From the line containing "The image size is (784, 532)." through the last line of the records below, output every line exactly as it appears, but leave out the pictures.

MATERIAL PROVIDED:
===============

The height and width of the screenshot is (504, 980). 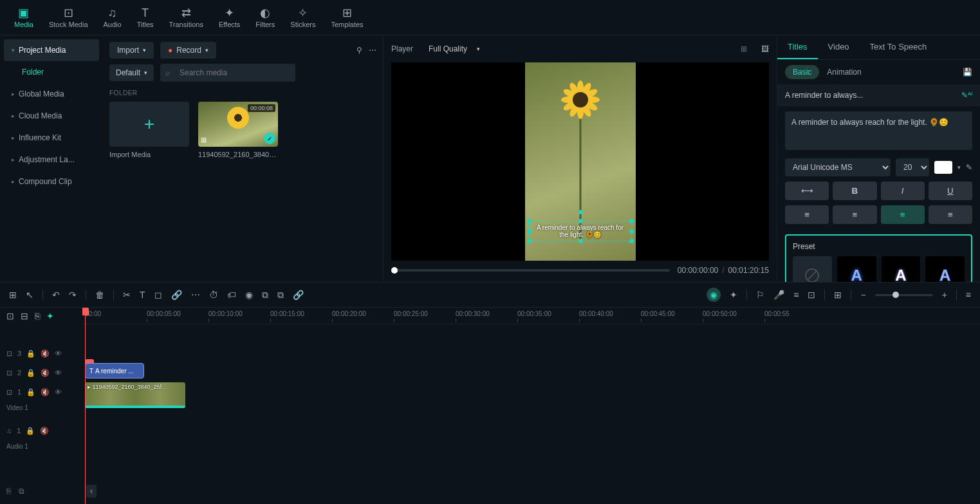 I want to click on track-head-audio1: ♫1🔒🔇, so click(x=41, y=431).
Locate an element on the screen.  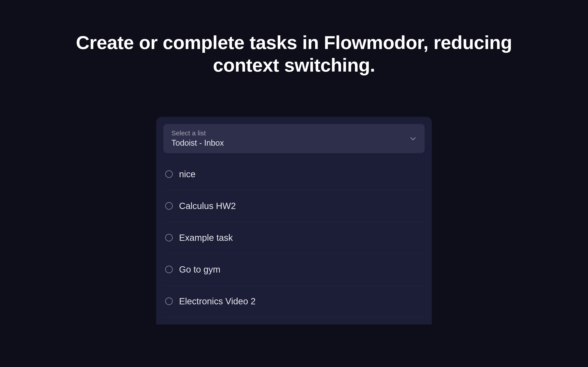
task-item: nice is located at coordinates (294, 174).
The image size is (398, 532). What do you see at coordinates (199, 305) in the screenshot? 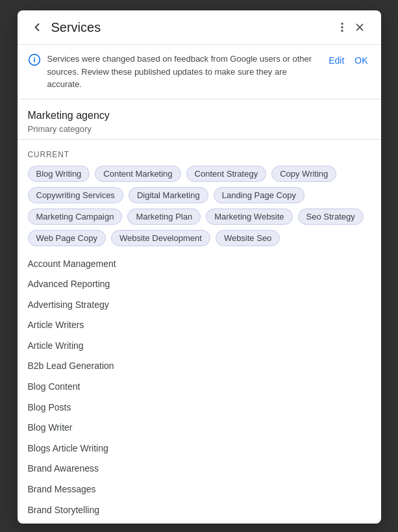
I see `list-item: Advertising Strategy` at bounding box center [199, 305].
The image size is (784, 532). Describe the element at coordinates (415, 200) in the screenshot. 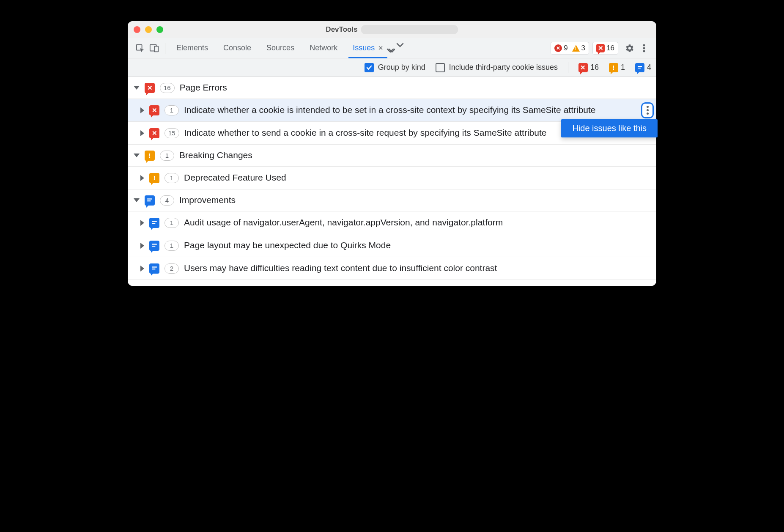

I see `group-label: Improvements` at that location.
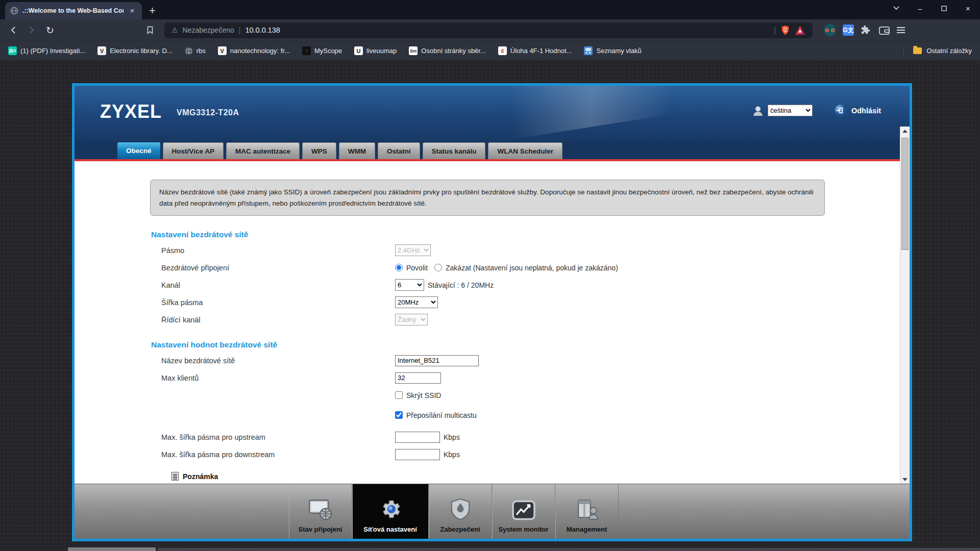 This screenshot has width=980, height=551. I want to click on note-header: Poznámka, so click(541, 477).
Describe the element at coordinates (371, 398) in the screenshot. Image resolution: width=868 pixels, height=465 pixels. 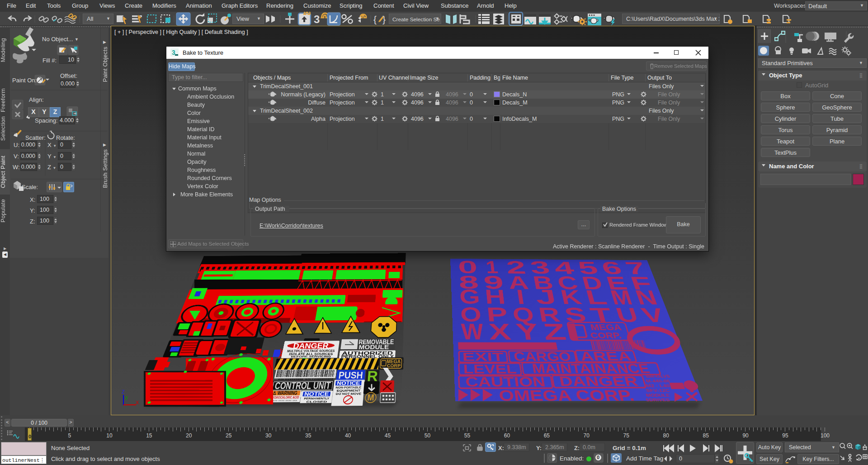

===============

TASK ANSWER:
The image size is (784, 532). Describe the element at coordinates (415, 200) in the screenshot. 

I see `group-label: Improvements` at that location.
 This screenshot has width=980, height=551. I want to click on note-header: Poznámka, so click(541, 477).
Describe the element at coordinates (371, 398) in the screenshot. Image resolution: width=868 pixels, height=465 pixels. 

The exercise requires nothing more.